Is it just me? What’s the big deal over number plates?
Why would someone pay half a million bucks for a piece of metal with three numbers on it?
Because the Victorian black and white numerical number plate ‘101’ set a new Australian record when it went under the hammer for $510,000 this week at Shannons Melbourne Autumn sale.
We’re not sure why it’s a record, because $2.45 million was paid for a plate last year — but Shannons is claiming it as a record.
The $510,00 was almost double the previous figure of $268,000 that was paid for the plate ‘124’ at Shannons Melbourne Late Summer auction in February.
Shannons says the sale was the culmination of a prolonged duel among floor, phone and online bidders that opened at $300,000 and resulted in victory to the floor bidder.
The next best number plate result was $157,000 paid for ‘453’, while ‘752’ made $150,000.

Somewhere along the line however they seem to have overlooked the $2.45 million paid for NSW plate ‘4’ last year by Chinese-Australian sex toy magnate Peter Tseng.

In fact, Tseng purchased the plate before a crowd of 300 people at another Shannons auction in August last year.

A renowned number plate collector, the entrepreneur arrived in a red Ferrari bearing the number ‘2’ licence plates.

Tseng also owns the Hong Kong-registered number ‘1’ plate and the personalised plate ‘ONE’ that sits on his 1969 Mercedes.
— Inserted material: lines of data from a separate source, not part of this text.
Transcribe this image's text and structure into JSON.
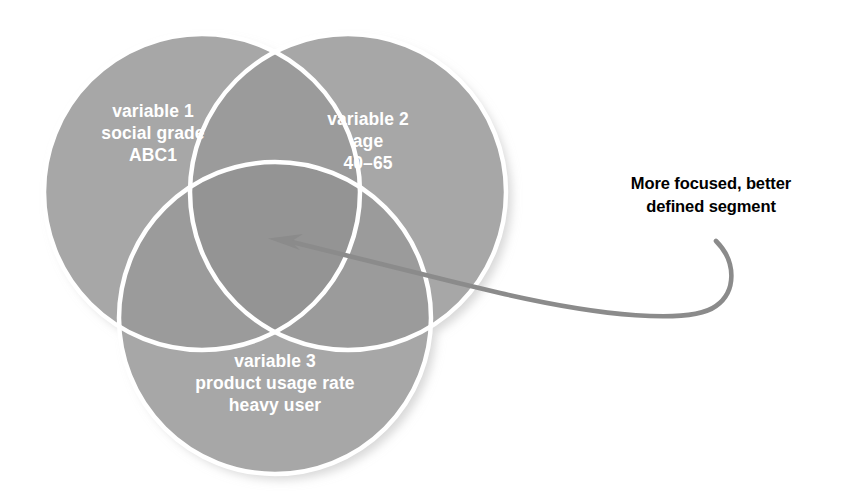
{
  "figure": {
    "type": "venn-diagram",
    "set_count": 3,
    "background_color": "#ffffff",
    "circle_fill": "#a7a7a7",
    "circle_overlap_fill": "#9b9b9b",
    "circle_center_fill": "#949494",
    "circle_outline": "#ffffff",
    "arrow_color": "#8b8b8b",
    "label_color": "#ffffff",
    "callout_color": "#000000"
  },
  "circles": [
    {
      "id": "variable-1",
      "title": "variable 1",
      "lines": [
        "variable 1",
        "social grade",
        "ABC1"
      ],
      "cx": 202,
      "cy": 192,
      "r": 158
    },
    {
      "id": "variable-2",
      "title": "variable 2",
      "lines": [
        "variable 2",
        "age",
        "40–65"
      ],
      "cx": 348,
      "cy": 192,
      "r": 158
    },
    {
      "id": "variable-3",
      "title": "variable 3",
      "lines": [
        "variable 3",
        "product usage rate",
        "heavy user"
      ],
      "cx": 275,
      "cy": 318,
      "r": 156
    }
  ],
  "labels": {
    "variable1": {
      "line1": "variable 1",
      "line2": "social grade",
      "line3": "ABC1"
    },
    "variable2": {
      "line1": "variable 2",
      "line2": "age",
      "line3": "40–65"
    },
    "variable3": {
      "line1": "variable 3",
      "line2": "product usage rate",
      "line3": "heavy user"
    }
  },
  "callout": {
    "line1": "More focused, better",
    "line2": "defined segment",
    "arrow_points_to": "center-intersection",
    "arrow_tip": {
      "x": 268,
      "y": 239
    }
  }
}
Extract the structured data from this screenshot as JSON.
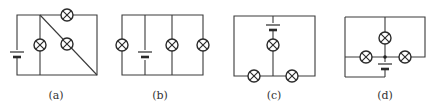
{
  "figure": {
    "diagrams": [
      {
        "id": "a",
        "label": "(a)",
        "lamps": 3,
        "batteries": 1
      },
      {
        "id": "b",
        "label": "(b)",
        "lamps": 3,
        "batteries": 1
      },
      {
        "id": "c",
        "label": "(c)",
        "lamps": 3,
        "batteries": 1
      },
      {
        "id": "d",
        "label": "(d)",
        "lamps": 3,
        "batteries": 1
      }
    ]
  }
}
For those who remember, the number 4 plate was once owned by Aussie John Symond, founder and executive chairman of Aussie Home Loans, who stuck it on his Roller.

As an aside, we spotted a three or was it four-digit NSW plate on a crappy old Corolla on Sydney’s M7 Motorway the other day.
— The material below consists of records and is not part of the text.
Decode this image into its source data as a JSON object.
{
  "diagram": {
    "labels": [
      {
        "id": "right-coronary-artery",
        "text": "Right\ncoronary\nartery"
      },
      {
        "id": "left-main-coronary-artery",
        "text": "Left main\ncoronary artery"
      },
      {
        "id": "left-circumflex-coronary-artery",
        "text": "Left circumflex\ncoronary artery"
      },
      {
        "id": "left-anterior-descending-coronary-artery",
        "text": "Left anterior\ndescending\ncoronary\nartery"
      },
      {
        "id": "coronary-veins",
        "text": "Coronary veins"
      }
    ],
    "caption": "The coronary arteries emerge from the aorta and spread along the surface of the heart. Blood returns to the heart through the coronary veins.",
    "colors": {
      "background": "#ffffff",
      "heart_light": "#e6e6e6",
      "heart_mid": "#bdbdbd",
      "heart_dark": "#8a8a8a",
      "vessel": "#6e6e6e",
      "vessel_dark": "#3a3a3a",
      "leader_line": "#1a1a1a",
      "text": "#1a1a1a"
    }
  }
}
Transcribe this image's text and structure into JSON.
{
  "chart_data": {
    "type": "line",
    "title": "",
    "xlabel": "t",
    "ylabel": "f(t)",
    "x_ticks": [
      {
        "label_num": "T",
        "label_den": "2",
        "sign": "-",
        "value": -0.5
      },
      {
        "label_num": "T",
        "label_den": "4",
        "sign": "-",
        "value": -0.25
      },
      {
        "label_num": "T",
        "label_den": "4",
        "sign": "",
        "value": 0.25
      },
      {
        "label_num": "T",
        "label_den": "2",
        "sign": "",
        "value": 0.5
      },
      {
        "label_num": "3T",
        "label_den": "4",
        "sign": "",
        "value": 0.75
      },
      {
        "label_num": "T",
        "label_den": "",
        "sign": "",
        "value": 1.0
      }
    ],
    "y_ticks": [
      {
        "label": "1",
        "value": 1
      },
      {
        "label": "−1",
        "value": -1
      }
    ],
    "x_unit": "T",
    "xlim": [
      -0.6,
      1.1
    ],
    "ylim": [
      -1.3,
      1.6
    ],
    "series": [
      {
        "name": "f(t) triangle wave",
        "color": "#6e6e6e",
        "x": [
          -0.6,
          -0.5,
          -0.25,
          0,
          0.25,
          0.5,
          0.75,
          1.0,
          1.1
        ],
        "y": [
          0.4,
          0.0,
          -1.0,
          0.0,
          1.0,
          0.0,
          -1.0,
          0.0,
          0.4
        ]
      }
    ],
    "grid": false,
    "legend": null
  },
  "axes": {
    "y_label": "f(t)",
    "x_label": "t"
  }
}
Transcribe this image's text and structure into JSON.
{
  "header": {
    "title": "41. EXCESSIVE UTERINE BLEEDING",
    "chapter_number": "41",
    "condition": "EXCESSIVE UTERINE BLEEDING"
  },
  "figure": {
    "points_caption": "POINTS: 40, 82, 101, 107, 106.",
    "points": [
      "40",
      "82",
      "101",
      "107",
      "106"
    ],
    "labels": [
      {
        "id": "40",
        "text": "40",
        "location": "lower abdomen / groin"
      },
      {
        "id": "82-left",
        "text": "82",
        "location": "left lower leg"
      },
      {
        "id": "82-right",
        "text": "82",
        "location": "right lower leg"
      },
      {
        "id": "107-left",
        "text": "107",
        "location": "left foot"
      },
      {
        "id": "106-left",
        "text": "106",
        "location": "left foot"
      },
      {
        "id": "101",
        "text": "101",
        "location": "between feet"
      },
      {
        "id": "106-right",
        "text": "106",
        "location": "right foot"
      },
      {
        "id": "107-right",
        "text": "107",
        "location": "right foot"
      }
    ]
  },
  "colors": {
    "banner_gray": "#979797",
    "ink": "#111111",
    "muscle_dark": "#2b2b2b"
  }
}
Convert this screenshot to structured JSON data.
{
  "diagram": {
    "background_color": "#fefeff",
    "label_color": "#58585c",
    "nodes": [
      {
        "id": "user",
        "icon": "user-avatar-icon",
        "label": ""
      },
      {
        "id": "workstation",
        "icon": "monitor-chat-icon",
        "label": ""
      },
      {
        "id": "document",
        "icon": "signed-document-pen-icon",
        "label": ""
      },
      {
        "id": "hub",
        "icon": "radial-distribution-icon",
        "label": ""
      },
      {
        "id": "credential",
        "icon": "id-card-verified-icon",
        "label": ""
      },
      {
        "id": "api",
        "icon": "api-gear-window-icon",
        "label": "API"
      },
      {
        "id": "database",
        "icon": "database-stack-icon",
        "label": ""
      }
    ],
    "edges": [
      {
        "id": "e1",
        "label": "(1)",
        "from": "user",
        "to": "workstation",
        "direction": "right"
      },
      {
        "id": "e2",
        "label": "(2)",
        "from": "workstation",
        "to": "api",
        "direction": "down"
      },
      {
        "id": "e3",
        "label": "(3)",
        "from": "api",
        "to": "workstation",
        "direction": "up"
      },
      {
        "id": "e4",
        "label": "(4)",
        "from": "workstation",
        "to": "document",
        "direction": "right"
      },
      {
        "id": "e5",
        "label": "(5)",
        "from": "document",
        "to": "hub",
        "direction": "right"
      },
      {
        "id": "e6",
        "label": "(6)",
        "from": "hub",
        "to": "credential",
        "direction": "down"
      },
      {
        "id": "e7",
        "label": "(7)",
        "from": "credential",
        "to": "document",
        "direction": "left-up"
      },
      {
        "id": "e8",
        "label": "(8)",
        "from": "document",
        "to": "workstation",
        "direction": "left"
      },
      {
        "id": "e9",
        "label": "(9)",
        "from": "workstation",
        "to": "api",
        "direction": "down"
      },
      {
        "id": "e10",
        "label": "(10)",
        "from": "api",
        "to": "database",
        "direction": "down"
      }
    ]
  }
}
Guess the owner was just using the Toyota as a parking space for the plate, or he has a very droll sense of humour.

If you have a minute have a gander at some of the heritage plates advertised on numberplates.com.au, the home of Aussie number plate sales.

The site has the Victorian plate ’81’ currently advertised for $295,000 (you’d think it would cost more than 101?)
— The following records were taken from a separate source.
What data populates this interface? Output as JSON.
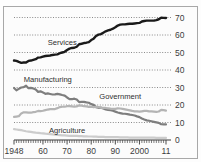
{
  "figure": {
    "background_color": "#fcfcfc",
    "border_color": "#a8a8a8"
  },
  "chart_data": {
    "type": "line",
    "title": "",
    "subtitle": "",
    "xlabel": "",
    "ylabel": "",
    "xlim": [
      1948,
      2011
    ],
    "ylim": [
      0,
      72
    ],
    "yticks": [
      0,
      10,
      20,
      30,
      40,
      50,
      60,
      70
    ],
    "ytick_labels": [
      "0",
      "10",
      "20",
      "30",
      "40",
      "50",
      "60",
      "70"
    ],
    "y_axis_position": "right",
    "xticks": [
      1948,
      1960,
      1970,
      1980,
      1990,
      2000,
      2011
    ],
    "xtick_labels": [
      "1948",
      "60",
      "70",
      "80",
      "90",
      "2000",
      "11"
    ],
    "x_minor_tick_interval": 1,
    "grid": "horizontal-dotted",
    "legend": "inline-labels",
    "x": [
      1948,
      1949,
      1950,
      1951,
      1952,
      1953,
      1954,
      1955,
      1956,
      1957,
      1958,
      1959,
      1960,
      1961,
      1962,
      1963,
      1964,
      1965,
      1966,
      1967,
      1968,
      1969,
      1970,
      1971,
      1972,
      1973,
      1974,
      1975,
      1976,
      1977,
      1978,
      1979,
      1980,
      1981,
      1982,
      1983,
      1984,
      1985,
      1986,
      1987,
      1988,
      1989,
      1990,
      1991,
      1992,
      1993,
      1994,
      1995,
      1996,
      1997,
      1998,
      1999,
      2000,
      2001,
      2002,
      2003,
      2004,
      2005,
      2006,
      2007,
      2008,
      2009,
      2010,
      2011
    ],
    "series": [
      {
        "name": "Services",
        "color": "#1a1a1a",
        "width": 2.4,
        "label_x": 1968,
        "label_y": 54.5,
        "values": [
          45.4,
          45.2,
          44.6,
          44.1,
          44.3,
          44.3,
          45.2,
          45.4,
          45.8,
          46.2,
          47.1,
          47.2,
          47.6,
          48.0,
          48.1,
          48.3,
          48.6,
          48.8,
          48.9,
          49.6,
          50.0,
          50.4,
          51.4,
          52.2,
          52.6,
          52.7,
          53.3,
          54.7,
          55.0,
          55.4,
          55.6,
          55.9,
          57.1,
          57.9,
          59.4,
          60.2,
          60.5,
          61.3,
          62.1,
          62.6,
          63.0,
          63.6,
          64.4,
          65.4,
          65.9,
          66.1,
          66.1,
          66.3,
          66.4,
          66.4,
          66.6,
          66.8,
          66.9,
          67.7,
          68.0,
          68.2,
          68.2,
          68.2,
          68.2,
          68.5,
          69.0,
          69.9,
          69.8,
          69.7
        ]
      },
      {
        "name": "Manufacturing",
        "color": "#7e7e7e",
        "width": 2.2,
        "label_x": 1962,
        "label_y": 33.0,
        "values": [
          29.7,
          28.4,
          29.2,
          30.0,
          30.2,
          31.0,
          29.6,
          29.8,
          29.4,
          28.9,
          27.5,
          27.8,
          27.2,
          26.4,
          26.6,
          26.3,
          26.0,
          26.1,
          26.4,
          26.1,
          25.7,
          25.4,
          24.3,
          23.4,
          23.3,
          23.6,
          23.1,
          21.7,
          21.8,
          21.8,
          21.5,
          21.3,
          20.5,
          20.1,
          18.8,
          18.4,
          18.5,
          18.0,
          17.5,
          17.2,
          17.0,
          16.7,
          16.2,
          15.7,
          15.4,
          15.1,
          15.0,
          14.8,
          14.5,
          14.3,
          14.0,
          13.5,
          13.1,
          12.3,
          11.7,
          11.2,
          11.0,
          10.7,
          10.4,
          10.1,
          9.8,
          9.0,
          8.9,
          8.9
        ]
      },
      {
        "name": "Government",
        "color": "#b4b4b4",
        "width": 2.2,
        "label_x": 1992,
        "label_y": 23.6,
        "values": [
          13.2,
          13.4,
          13.6,
          15.2,
          15.8,
          15.8,
          15.6,
          15.6,
          15.9,
          16.1,
          16.6,
          16.5,
          16.7,
          17.1,
          17.4,
          17.6,
          17.7,
          17.7,
          18.2,
          18.8,
          19.0,
          19.0,
          19.3,
          19.3,
          19.2,
          19.0,
          19.2,
          19.8,
          19.6,
          19.3,
          19.2,
          18.9,
          19.0,
          18.7,
          19.0,
          18.8,
          18.4,
          18.4,
          18.3,
          18.1,
          17.9,
          17.8,
          17.8,
          18.1,
          18.0,
          17.8,
          17.5,
          17.2,
          16.9,
          16.6,
          16.4,
          16.3,
          16.2,
          16.4,
          16.6,
          16.6,
          16.4,
          16.3,
          16.2,
          16.1,
          16.3,
          17.2,
          17.1,
          16.8
        ]
      },
      {
        "name": "Agriculture",
        "color": "#cccccc",
        "width": 2.2,
        "label_x": 1970,
        "label_y": 4.2,
        "values": [
          6.2,
          6.0,
          5.8,
          5.6,
          5.3,
          5.0,
          4.8,
          4.6,
          4.4,
          4.2,
          4.1,
          3.9,
          3.8,
          3.6,
          3.5,
          3.3,
          3.2,
          3.1,
          2.9,
          2.8,
          2.7,
          2.6,
          2.5,
          2.4,
          2.4,
          2.3,
          2.3,
          2.2,
          2.2,
          2.1,
          2.1,
          2.0,
          2.0,
          1.9,
          1.9,
          1.8,
          1.8,
          1.8,
          1.7,
          1.7,
          1.7,
          1.6,
          1.6,
          1.6,
          1.5,
          1.5,
          1.5,
          1.5,
          1.4,
          1.4,
          1.4,
          1.4,
          1.4,
          1.3,
          1.3,
          1.3,
          1.3,
          1.3,
          1.3,
          1.2,
          1.2,
          1.2,
          1.2,
          1.2
        ]
      }
    ]
  }
}
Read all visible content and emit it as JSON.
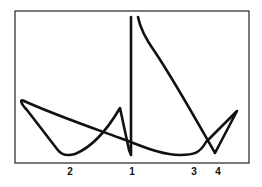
{
  "diagram": {
    "frame": {
      "x": 15,
      "y": 11,
      "width": 234,
      "height": 152
    },
    "stroke_color": "#111111",
    "stroke_width": 2.6,
    "curves": [
      {
        "name": "main-curve",
        "d": "M 24 101 C 19 98 21 104 27 110 L 57 149 C 62 156 68 156 75 154 C 95 146 110 125 120 108 L 129 150 L 131 155 L 131 17"
      },
      {
        "name": "descending-curve",
        "d": "M 138 17 C 140 28 145 38 155 52 C 175 82 195 118 215 153 L 237 111 L 206 142 C 200 153 194 155 180 155 C 160 155 140 145 120 138 C 90 127 55 115 24 101"
      }
    ],
    "labels": [
      {
        "text": "2",
        "x": 70,
        "y": 167
      },
      {
        "text": "1",
        "x": 132,
        "y": 167
      },
      {
        "text": "3",
        "x": 194,
        "y": 167
      },
      {
        "text": "4",
        "x": 218,
        "y": 167
      }
    ]
  }
}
Other states don’t seem to attract anywhere near the same sort of prices.

You can pick up the NSW plate ‘970’ for just $85,000, not that this is any sort of bargain, or the Tasmanian plate ‘247’ for just $8000.

Maybe the BUG-076 plates on my poor old 1976 Volkswagen Beetle were actually worth more than the car itself in hindsight (oh, if I only had it now?)

Some smart cookies obviously make a living out of coming up with clever plates and then advertising them for sale.

Seen any good plates lately?

Update: apparently it’s a record for a three-digit Victorian plate.